Try it ▸ Find "Find the location of a particular element." below and begin at its line; stop after the line with "Task: Click on the Balmain". Output those lines exactly, without pictures.
== Input for this task
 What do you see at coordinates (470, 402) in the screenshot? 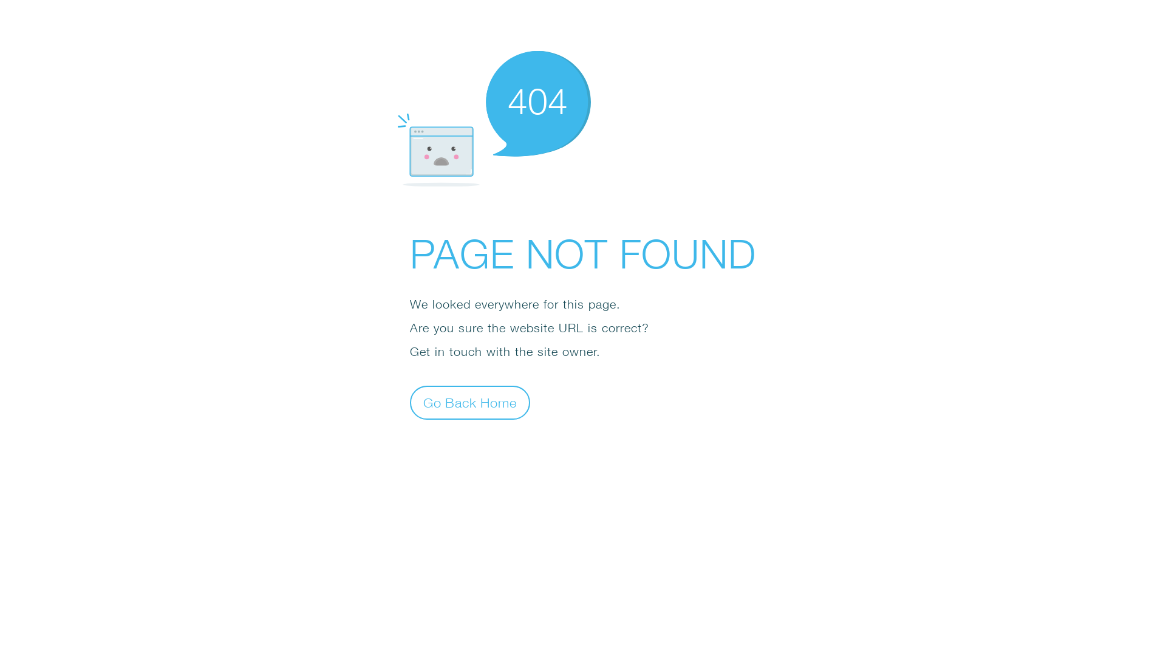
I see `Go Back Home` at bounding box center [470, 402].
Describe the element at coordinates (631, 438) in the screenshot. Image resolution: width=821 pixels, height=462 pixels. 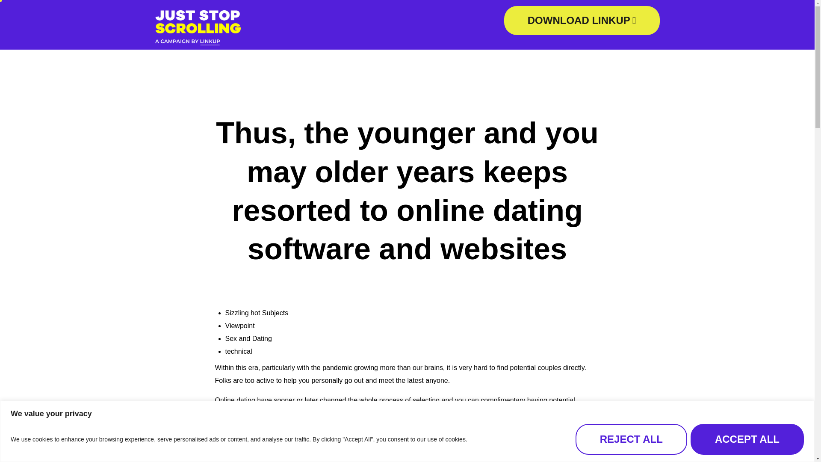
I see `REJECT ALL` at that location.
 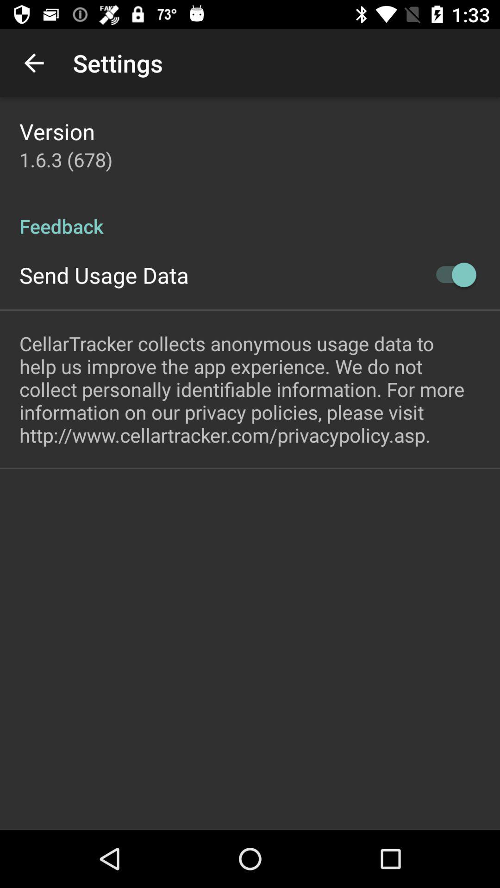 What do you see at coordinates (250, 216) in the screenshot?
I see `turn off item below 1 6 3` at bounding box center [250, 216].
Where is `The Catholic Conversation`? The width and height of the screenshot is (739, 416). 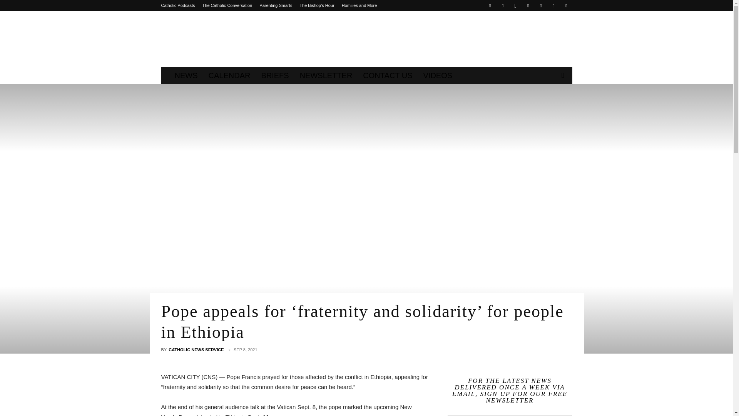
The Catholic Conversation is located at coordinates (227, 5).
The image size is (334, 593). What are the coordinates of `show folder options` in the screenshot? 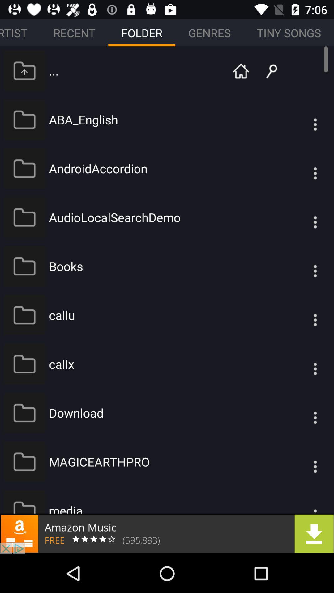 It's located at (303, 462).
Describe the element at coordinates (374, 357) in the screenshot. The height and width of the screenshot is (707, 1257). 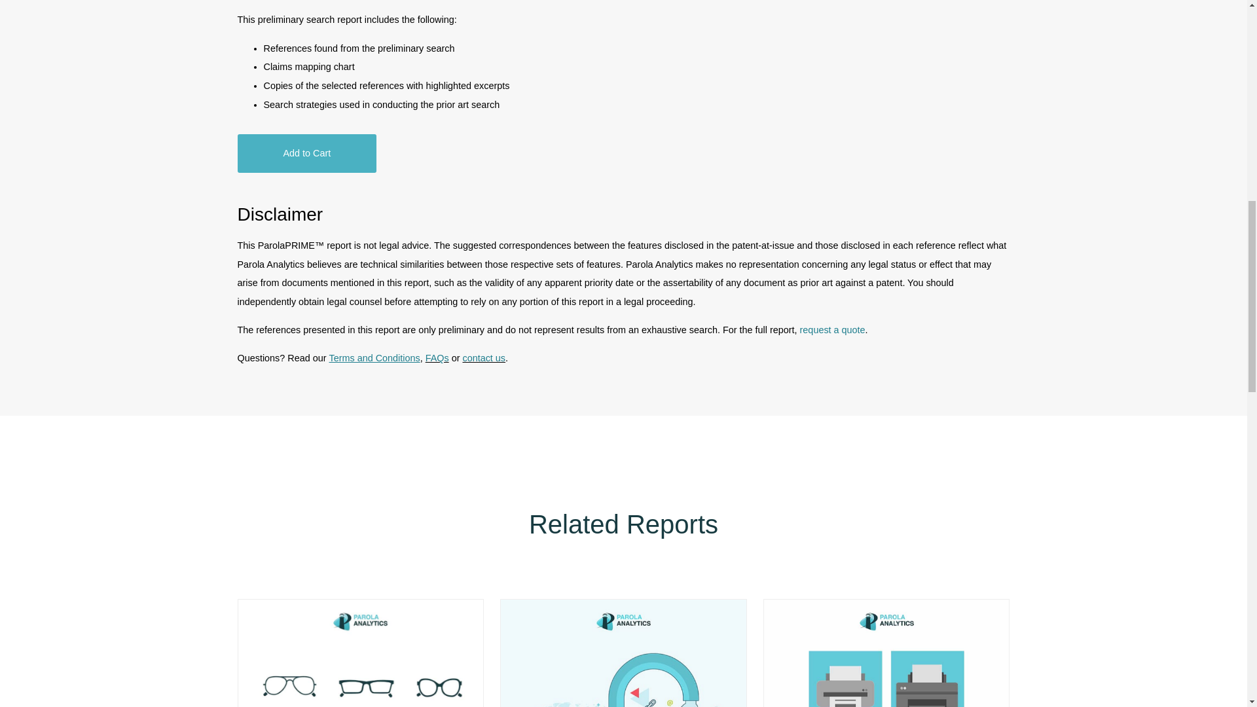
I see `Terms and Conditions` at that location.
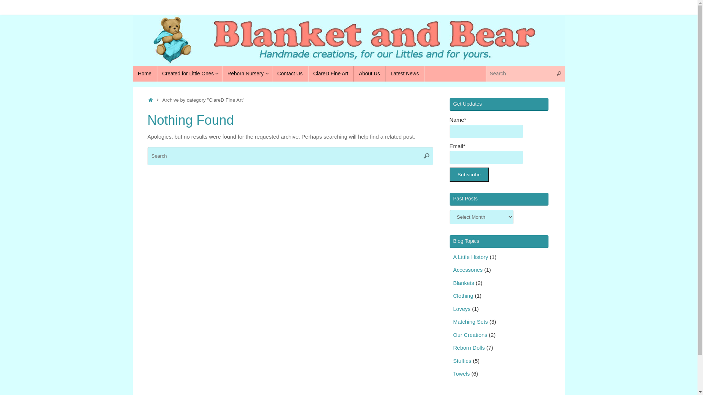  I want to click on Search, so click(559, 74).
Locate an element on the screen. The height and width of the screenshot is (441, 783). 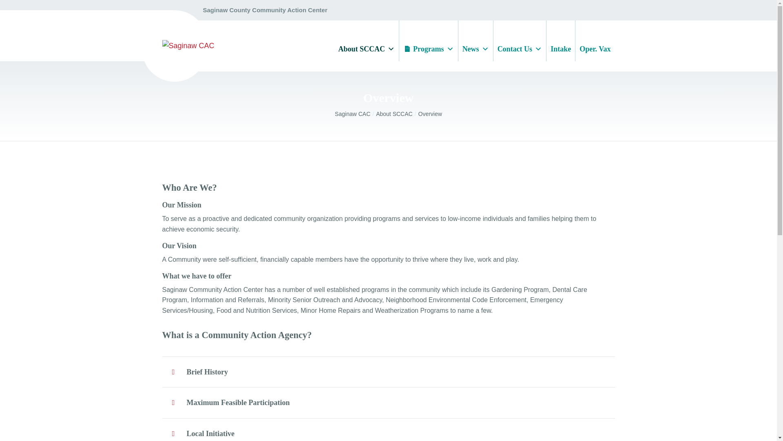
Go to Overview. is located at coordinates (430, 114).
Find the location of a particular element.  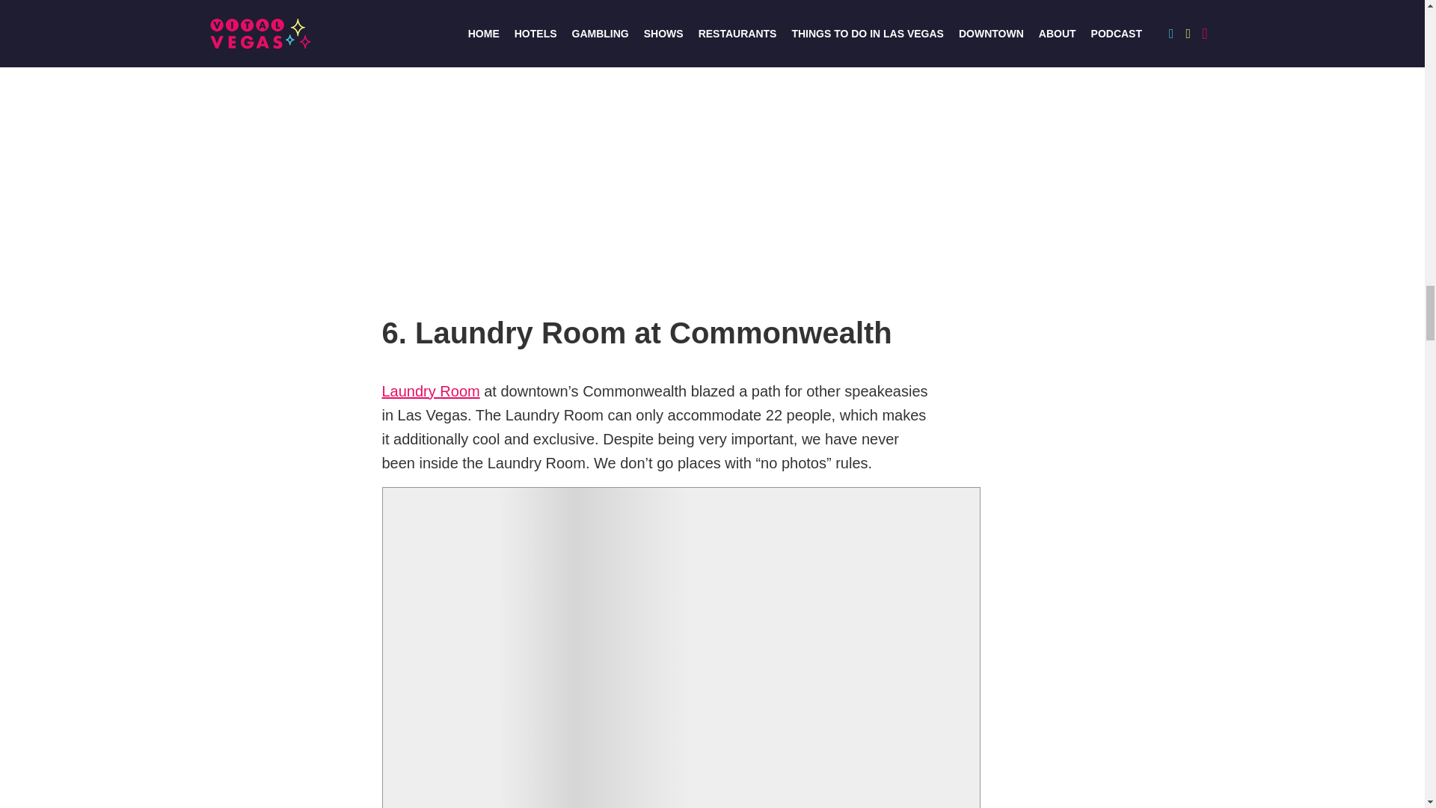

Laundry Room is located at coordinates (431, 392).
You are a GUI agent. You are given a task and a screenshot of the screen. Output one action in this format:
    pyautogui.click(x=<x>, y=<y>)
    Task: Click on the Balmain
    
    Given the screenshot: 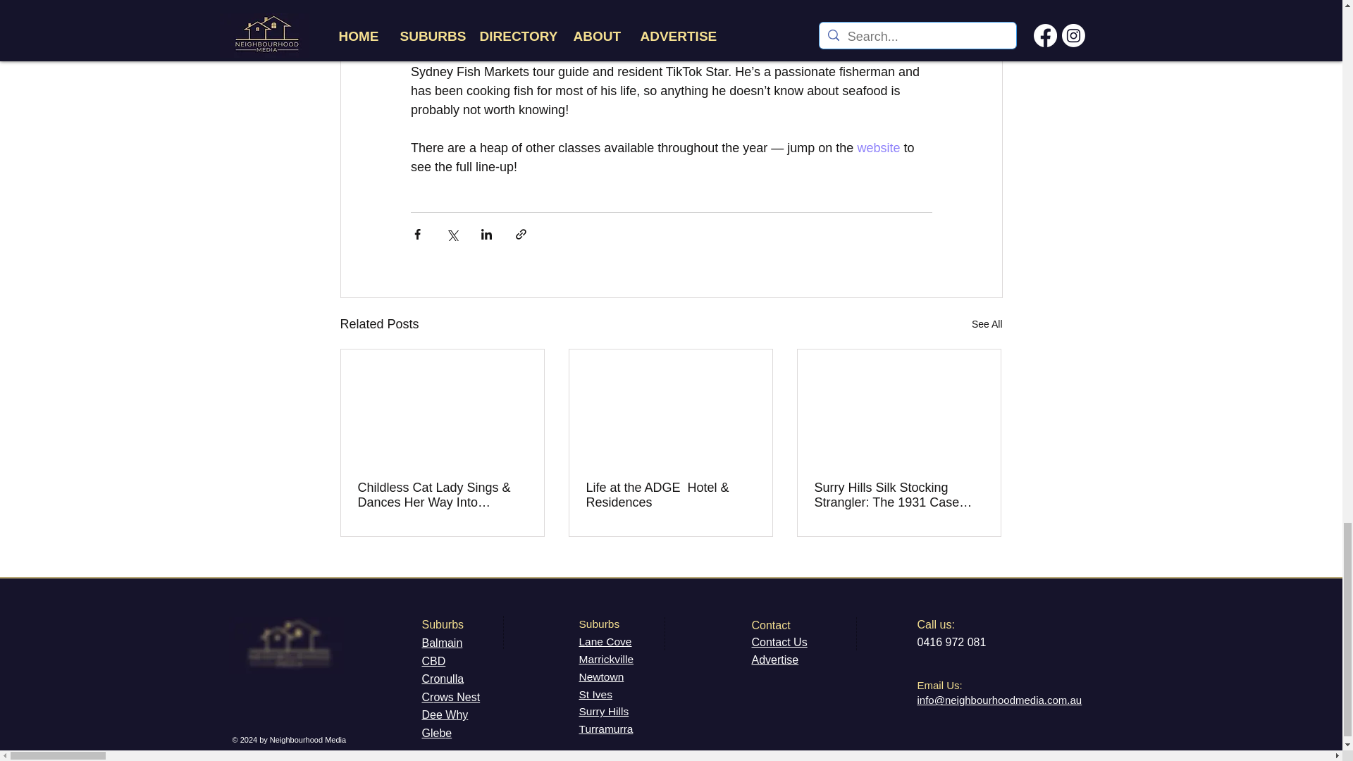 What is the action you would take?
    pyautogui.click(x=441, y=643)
====
Solution for this exercise ▸
Find the location of a particular element.  

Laundry Room is located at coordinates (431, 392).
You are a GUI agent. You are given a task and a screenshot of the screen. Output one action in this format:
    pyautogui.click(x=<x>, y=<y>)
    Task: Click on the Balmain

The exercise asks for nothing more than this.